Increased DDR activation in LOXL2-depleted cells could be a consequence of more DSBs due to reduced H3K4ox levels and/or chromatin decondensation. Notably, aberrant silencing and conflicts between replication forks and transcription, as well as the presence of R-loops (a transcriptional intermediate), can result in DNA damage and are influenced by chromatin state, for example in cells lacking the linker histone H1 [31]. However, our analysis of RNA-seq data revealed that LOXL2 KD cells did not have altered expression of repetitive elements (Table 1), and DDR activation in LOXL2 KD cells was not affected by cordycepin, an inhibitor of RNA synthesis that abolishes R-loop formation [32, 33] (Fig. 3c).
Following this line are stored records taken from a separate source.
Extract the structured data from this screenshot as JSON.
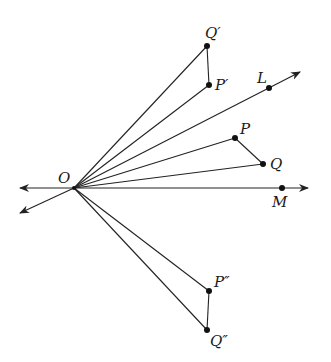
{
  "diagram": {
    "type": "geometric-transformation",
    "labels": {
      "O": "O",
      "Q1": "Q′",
      "P1": "P′",
      "L": "L",
      "P": "P",
      "Q": "Q",
      "M": "M",
      "P2": "P″",
      "Q2": "Q″"
    },
    "points": {
      "O": [
        74,
        188
      ],
      "Q1": [
        207,
        46
      ],
      "P1": [
        209,
        85
      ],
      "L": [
        269,
        88
      ],
      "P": [
        235,
        138
      ],
      "Q": [
        263,
        164
      ],
      "M": [
        282,
        188
      ],
      "P2": [
        209,
        291
      ],
      "Q2": [
        207,
        330
      ]
    },
    "colors": {
      "line": "#222222",
      "point": "#111111",
      "background": "#ffffff"
    }
  }
}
As R-loops can generate DNA damage during replication due to fork stalling and collapse [32, 34], we next analyzed γ-H2AX and 53BP1 foci in noncycling LOXL2 KD cells and found DDR activation to also be increased (Fig. 3d). Overall, these data suggested that overexpression of repetitive elements, R-loop formation, and replication fork stalling were not responsible for activating DDR following LOXL2 depletion, when heterochromatin adopts a more open state. As chromatin structure alterations can trigger the DDR, even in the absence of DNA damage [22, 35, 36], we checked for the presence of DNA damage following LOXL2 depletion more directly, using the comet assay, in LOXL2 KD or control cells under alkaline conditions. No increases in DNA damage (due to either single-strand or double-strand DNA breaks) were observed in LOXL2 KD cells (Fig. 3e). Moreover, we did not observe any significant differences in chromosomal lesions between LOXL2 KD or control cells in metaphase spreads (Fig. 3f). Finally, analyzing for mitotic aberrations (anaphase bridges and micronuclei), which can be indicative of replication stress or DNA repair defects, we observed only a mild increase in anaphase bridges in the absence of LOXL2 (Fig. S2). Taken together, our data suggested that the combination of loss of LOXL2 and reduced H3K4ox levels in TNBC cells was sufficient to activate the DDR in the absence of detectable DNA lesions.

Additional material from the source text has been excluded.